In the Coronavirus Crisis, Your Identity Should Be "Neighbor"

COMMENTARY Civil Society

In the Coronavirus Crisis, Your Identity Should Be "Neighbor"

Mar 19, 2020 2 min read
COMMENTARY BY
Mike Gonzalez

Angeles T. Arredondo E Pluribus Unum Senior Fellow

Mike is the Angeles T. Arredondo E Pluribus Unum Senior Fellow at The Heritage Foundation.
Residents receive bags of food at the WestCop community center on March 18, 2020 in New Rochelle, New York. John Moore / Staff / Getty Images

Key Takeaways

There’s a reason everyone is invoking a primordial understanding that great peoples can summon the collective will required for “shared sacrifice.”

Identity politics seeks to separate rather than unite, accentuate differences rather than common cause.

If we remember this lesson when this is over, we may begin to build real communities again.

As you hunker down to face the COVID-19 emergency, are you doing so as an American—or as a member of one of the demographic subgroups the hucksters of identity politics have peddled over the past 40 years?

Chances are that for the vast majority the answer will be the former. That would offer glimpses of how identity politics can end.

After we get through this together (and we will) we will remember that we did this as members of a local community, a state and, ultimately, a nation. We will not have seen our way out as “Hispanics,” “Asians,” “LGBTQIAs,” etc.

That is because a crisis provides clarity as to what is real. The community that matters right now is a geographic, real place. It’s made up of neighbors getting groceries for each other and watching your kids while schools are closed.

That state will have a governor, who has the power to close schools, declare a state of emergency or call the National Guard. The nation comes with the resources of the federal government, but there’s more to it than that.

There’s a reason everyone is invoking a primordial understanding that great peoples can summon the collective will required for “shared sacrifice.”

“Through a very collective action and shared sacrifice and national determination, we will overcome the threat of the virus.” That’s how President Trump put it at his March 13 Rose Garden news conference.

In other words, the identities that matter are real, organic and contain emotional attachments that can be beckoned in times of crisis. Men landed on the beach at Normandy in 1944, died at Gettysburg in 1863 and Lexington in 1775 because of this sense of shared mission, and shared sacrifice. Americans defeated Communism, segregation, Nazism and Japanese nationalism by banding together in a common cause.

Identity politics seeks to separate rather than unite, accentuate differences rather than common cause. It delocalizes people, ignoring geographic communities to produce constituencies untethered to time and place.

When a woke hipster asks what “members of your community” think, he isn’t asking about the sentiments expressed at the “Donut Hour” after mass or the house of your kid’s friend. He means some hypothetical, deracinated group based on race, ethnicity, sex, sexual orientation.

I say hypothetical because often­times these categories are fictional. They were carefully forged by radical activists in the 1970s for the purpose of transforming America into something very different from its ideals, with a degree of central planning the Founders never intended.

As I explain in my forthcoming book, “The Plot to Change America,” these activists intimidated federal bureaucrats already shaken by the riots of mid-century into officializing these identities by including them in the Census and other national surveys.

They then created a skein of racial-preference benefits meant to convince originally leery rank-and-file Americans to embrace the categories.

The central idea is that America is divided into two groups, oppressors and the marginalized, and all of life is a constant power play. The marginalized can be liberated only if they drive out the “hegemonic narrative” of the oppressors and replace it with their own.

In his superb new book, “A Time to Build,” social scientist Yuval Levin notes that modern universities expose students, “often for the first time, to the argument that there exists a pervasive structure of social oppression in our society.” Students then “carry those expectations with them” when they enter the work force.

But all of this is the very antithesis of the unity we need to confront coronavirus. We will defeat coronavirus not because we are at each other’s throat, but because we are putting shoulder to shoulder, irrespective of whatever “identity” was concocted for us. If we remember that lesson when this is over, we may begin to build real communities again.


YOUR TASK — Check each line of the data for "will", and copy the ones that have it.

============

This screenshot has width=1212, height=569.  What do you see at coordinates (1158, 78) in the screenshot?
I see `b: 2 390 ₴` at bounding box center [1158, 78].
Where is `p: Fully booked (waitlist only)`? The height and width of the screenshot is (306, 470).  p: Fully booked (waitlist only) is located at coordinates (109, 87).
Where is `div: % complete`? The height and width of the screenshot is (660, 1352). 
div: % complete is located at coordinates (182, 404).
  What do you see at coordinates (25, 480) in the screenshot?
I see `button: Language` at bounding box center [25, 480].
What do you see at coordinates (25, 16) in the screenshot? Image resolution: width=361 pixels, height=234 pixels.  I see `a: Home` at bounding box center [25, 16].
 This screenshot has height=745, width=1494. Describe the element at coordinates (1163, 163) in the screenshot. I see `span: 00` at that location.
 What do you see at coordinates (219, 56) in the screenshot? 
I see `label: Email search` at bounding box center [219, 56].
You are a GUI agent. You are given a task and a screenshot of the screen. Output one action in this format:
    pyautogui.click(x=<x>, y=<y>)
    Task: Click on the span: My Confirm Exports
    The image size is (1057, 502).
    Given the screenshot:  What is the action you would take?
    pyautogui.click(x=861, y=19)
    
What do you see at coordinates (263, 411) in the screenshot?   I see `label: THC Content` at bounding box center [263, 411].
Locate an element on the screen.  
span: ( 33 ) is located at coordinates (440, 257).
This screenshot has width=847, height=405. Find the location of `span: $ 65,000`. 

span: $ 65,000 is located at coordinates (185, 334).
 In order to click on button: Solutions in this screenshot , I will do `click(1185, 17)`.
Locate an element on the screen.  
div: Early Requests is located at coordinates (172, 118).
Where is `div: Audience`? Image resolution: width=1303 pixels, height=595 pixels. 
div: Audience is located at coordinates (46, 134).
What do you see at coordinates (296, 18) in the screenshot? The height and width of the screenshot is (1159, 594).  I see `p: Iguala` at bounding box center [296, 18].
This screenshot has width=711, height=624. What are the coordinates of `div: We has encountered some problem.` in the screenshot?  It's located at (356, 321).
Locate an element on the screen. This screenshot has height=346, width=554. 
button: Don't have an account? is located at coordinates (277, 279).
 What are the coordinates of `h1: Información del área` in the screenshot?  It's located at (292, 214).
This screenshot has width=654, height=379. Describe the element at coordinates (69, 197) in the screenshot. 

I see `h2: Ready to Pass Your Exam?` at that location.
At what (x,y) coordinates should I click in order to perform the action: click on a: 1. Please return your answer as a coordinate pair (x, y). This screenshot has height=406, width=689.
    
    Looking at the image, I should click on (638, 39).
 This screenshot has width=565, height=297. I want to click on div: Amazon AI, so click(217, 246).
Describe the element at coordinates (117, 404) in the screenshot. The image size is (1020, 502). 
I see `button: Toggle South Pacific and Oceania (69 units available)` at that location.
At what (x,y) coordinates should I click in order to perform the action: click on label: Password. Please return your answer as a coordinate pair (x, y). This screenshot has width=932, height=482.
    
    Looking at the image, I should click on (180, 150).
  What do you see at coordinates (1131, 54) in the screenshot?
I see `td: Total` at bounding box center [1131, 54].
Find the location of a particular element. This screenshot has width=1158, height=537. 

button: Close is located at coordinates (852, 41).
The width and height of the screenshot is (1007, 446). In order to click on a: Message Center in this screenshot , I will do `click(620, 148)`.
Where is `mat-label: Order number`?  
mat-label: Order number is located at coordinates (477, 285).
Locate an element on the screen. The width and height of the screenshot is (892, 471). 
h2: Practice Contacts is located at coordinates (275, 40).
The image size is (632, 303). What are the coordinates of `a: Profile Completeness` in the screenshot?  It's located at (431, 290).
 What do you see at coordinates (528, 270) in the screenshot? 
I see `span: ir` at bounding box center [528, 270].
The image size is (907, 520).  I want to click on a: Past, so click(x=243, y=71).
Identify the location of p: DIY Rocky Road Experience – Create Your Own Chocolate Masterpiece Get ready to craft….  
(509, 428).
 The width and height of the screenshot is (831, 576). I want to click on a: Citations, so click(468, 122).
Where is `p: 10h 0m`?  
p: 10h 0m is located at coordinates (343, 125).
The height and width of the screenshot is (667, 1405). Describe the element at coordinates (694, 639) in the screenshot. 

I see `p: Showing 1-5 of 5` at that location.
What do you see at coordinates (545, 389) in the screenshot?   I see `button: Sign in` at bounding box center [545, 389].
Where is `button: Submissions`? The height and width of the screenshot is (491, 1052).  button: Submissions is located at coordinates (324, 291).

============

OUTPUT —
 In order to click on button: Solutions in this screenshot , I will do `click(1185, 17)`.
The width and height of the screenshot is (1007, 446). In order to click on a: Message Center in this screenshot , I will do `click(620, 148)`.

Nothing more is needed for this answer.